Distillers are the “user-facing” portion of DISTIL. At the heart of each distiller is a smaller kernel that contains two functions; (1) the precompute allows the user to specify the data needed for the (2) compute function that will operate on the data and return the computed values and associated time ranges. Each distiller can emit one or more new time series called “distillates” that are fed back into BTrDB. This computational model covers a tremendous number of potential algorithms and operations that can be performed on time series data.

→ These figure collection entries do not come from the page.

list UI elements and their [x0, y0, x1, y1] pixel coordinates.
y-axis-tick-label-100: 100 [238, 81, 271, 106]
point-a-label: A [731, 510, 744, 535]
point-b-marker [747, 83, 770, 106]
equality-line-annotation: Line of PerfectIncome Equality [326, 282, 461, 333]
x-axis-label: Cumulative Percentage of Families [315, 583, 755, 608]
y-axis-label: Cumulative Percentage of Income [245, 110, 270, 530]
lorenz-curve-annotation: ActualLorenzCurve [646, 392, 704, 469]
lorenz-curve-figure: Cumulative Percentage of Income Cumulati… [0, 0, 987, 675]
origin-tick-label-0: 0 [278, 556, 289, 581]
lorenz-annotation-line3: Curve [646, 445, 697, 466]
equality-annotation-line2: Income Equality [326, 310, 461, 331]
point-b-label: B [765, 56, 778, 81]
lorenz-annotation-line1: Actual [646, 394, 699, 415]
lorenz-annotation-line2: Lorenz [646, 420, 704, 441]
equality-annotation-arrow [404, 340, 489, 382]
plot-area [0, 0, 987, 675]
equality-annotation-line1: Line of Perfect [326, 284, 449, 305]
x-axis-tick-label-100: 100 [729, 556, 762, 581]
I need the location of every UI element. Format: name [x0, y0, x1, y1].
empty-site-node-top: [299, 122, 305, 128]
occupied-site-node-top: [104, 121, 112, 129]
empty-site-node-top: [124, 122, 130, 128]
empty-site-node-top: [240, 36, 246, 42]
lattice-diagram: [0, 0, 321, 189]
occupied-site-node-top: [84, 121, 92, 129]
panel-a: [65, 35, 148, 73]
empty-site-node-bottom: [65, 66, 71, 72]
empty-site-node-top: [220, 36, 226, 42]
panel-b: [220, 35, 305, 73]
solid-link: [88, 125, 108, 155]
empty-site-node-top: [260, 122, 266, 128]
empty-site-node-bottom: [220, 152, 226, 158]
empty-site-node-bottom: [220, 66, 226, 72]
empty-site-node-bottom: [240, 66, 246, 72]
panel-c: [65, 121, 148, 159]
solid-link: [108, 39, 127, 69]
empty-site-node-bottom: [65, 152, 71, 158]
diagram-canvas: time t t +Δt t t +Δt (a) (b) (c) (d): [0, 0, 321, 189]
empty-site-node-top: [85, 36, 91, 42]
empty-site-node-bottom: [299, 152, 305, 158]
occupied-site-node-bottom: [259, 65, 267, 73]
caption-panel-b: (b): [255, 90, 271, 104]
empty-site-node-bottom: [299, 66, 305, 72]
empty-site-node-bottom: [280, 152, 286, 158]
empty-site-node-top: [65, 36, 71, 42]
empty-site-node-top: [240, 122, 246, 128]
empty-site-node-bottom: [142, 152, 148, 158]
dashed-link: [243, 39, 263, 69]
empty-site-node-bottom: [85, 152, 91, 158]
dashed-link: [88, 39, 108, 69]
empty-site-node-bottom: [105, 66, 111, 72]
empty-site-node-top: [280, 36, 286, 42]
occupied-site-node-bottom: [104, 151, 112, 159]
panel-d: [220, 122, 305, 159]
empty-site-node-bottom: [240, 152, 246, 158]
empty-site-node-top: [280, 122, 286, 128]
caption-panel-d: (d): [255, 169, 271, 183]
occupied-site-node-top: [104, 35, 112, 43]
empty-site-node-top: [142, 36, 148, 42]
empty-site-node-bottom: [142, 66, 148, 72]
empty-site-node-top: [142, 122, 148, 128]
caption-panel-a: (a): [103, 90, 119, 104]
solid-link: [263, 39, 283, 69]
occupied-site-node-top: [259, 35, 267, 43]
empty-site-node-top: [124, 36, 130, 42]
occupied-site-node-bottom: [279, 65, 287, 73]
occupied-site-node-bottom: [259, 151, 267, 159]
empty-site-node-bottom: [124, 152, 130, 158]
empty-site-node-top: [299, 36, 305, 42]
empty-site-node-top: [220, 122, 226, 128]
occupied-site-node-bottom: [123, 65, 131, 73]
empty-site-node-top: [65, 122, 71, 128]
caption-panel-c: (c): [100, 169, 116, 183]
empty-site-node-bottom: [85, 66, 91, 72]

This architecture focuses on efficient and reliable calculation and storage of these “distillates” in advance of queries, rather than just-in-time materialization. The advantage is that many months or years of analytical results can be queried in milliseconds. Moreover, everything is versioned: the data, the distillers, and the intermediate streams. As a change occurs, the framework determines what needs to be recomputed to produce consistent results with precise provenance and schedules the processing required to propagate the change through associated streams. Figure 4 shows numerous distillers cleaning and transforming voltage and current phasors and feeding the generated data streams into additional distillers to facilitate more complex analytics and calculations.

The raw measurements and timestamps are stored in the leaves at the bottom of this tree. Each higher level of the tree summarizes the child nodes below it. These nodes store statistical aggregates that originally included the min, mean, max and count of the number of data points. As data changes, the relevant aggregates are all efficiently recomputed while in memory. As the tree itself represents time, querying higher levels of the tree is asking the database for aggregations (rollups in time series parlance) over larger and larger time intervals. Thus, sensor measurements over a year, a month, a week, a day, a second are available nearly instantaneously to any user or application.

The tree is copy on write; each time new data points are inserted a new copy of the tree is made accessible via a new root node. This allows the platform to retain all historical data and all versions of the tree require equal effort to access (there is no penalty for older versions of the data). A user can query the exact state of each and every data stream from any point in its past, much like version control for source code in such systems as Git. Thus, a data stream can literally be “rewinded” to learn how data flowed into the system. Further, the database can be queried for a “change set”—the changes that have occurred since a particular version—enabling performant answers to questions like “what data has arrived since yesterday?”